Its time-travel mechanism also does something valuable for the field. It makes historical knowledge unstable. Doyle knows enough to think he has an advantage, but the past in Powers's hands is not a museum labelled for visitor convenience. It is hostile, improvised and full of people who are not interested in being studied. That is a useful corrective to the fantasy of historical mastery that sometimes clings to retrofiction.

The body-horror and identity elements add further bite. Gaslamp fantasy often enjoys masks, aliases and hidden selves, but Powers pushes that into stranger territory. Bodies can become traps, names can become liabilities, and the scholar's tidy sense of self may not survive the trip. That gives the novel a more disturbing edge than a simple magical caper.

Is it really steampunk?

Yes, though gaslamp fantasy is just as accurate. The Anubis Gates is core first-wave steampunk if the field is understood broadly: historical setting, speculative intrusion, literary remixing, secret histories and a strong relationship to the Jeter-Powers-Blaylock cluster. It is not gear-heavy, but it is absolutely part of the canon.

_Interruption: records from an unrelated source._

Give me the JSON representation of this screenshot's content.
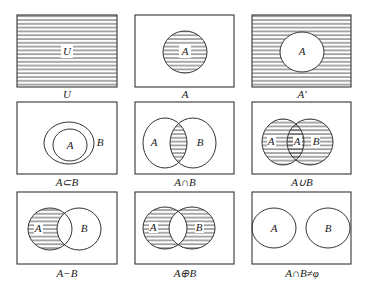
{
  "colors": {
    "stroke": "#333333",
    "hatch": "#555555",
    "background": "#ffffff"
  },
  "panels": [
    {
      "id": "universal",
      "caption": "U",
      "labels": [
        "U"
      ]
    },
    {
      "id": "set-a",
      "caption": "A",
      "labels": [
        "A"
      ]
    },
    {
      "id": "complement",
      "caption": "A′",
      "labels": [
        "A"
      ]
    },
    {
      "id": "subset",
      "caption": "A⊂B",
      "labels": [
        "A",
        "B"
      ]
    },
    {
      "id": "intersection",
      "caption": "A∩B",
      "labels": [
        "A",
        "B"
      ]
    },
    {
      "id": "union",
      "caption": "A∪B",
      "labels": [
        "A",
        "A",
        "B"
      ]
    },
    {
      "id": "difference",
      "caption": "A−B",
      "labels": [
        "A",
        "B"
      ]
    },
    {
      "id": "symmetric-difference",
      "caption": "A⊕B",
      "labels": [
        "A",
        "B"
      ]
    },
    {
      "id": "disjoint",
      "caption": "A∩B≠φ",
      "labels": [
        "A",
        "B"
      ]
    }
  ]
}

Its influence is felt in later works where occult London becomes a playground and a trap: secret societies, magical conspiracies, impossible alleys, historical figures with more plot significance than is decent. It also helps keep the genre from becoming mechanically monotonous. Not every door in the field has to open with a steam valve. Some require a spell, a stolen identity and a serious error of judgement.

For readers, this is one of the easiest early landmarks to recommend. It has pace, wit, invention and enough unpleasantness to stop the historical tourism becoming sugary. It is a book for anyone who wants steampunk's cousinhood with gaslamp fantasy in one lively, dangerous package.

In field-guide terms, it is also a useful antidote to the idea that steampunk must always be about industry. Here the speculative pressure comes from ritual, history, language, identity and the city itself. The machinery is narrative and occult rather than mechanical, but the effect is recognisably part of the same retro-historical experiment.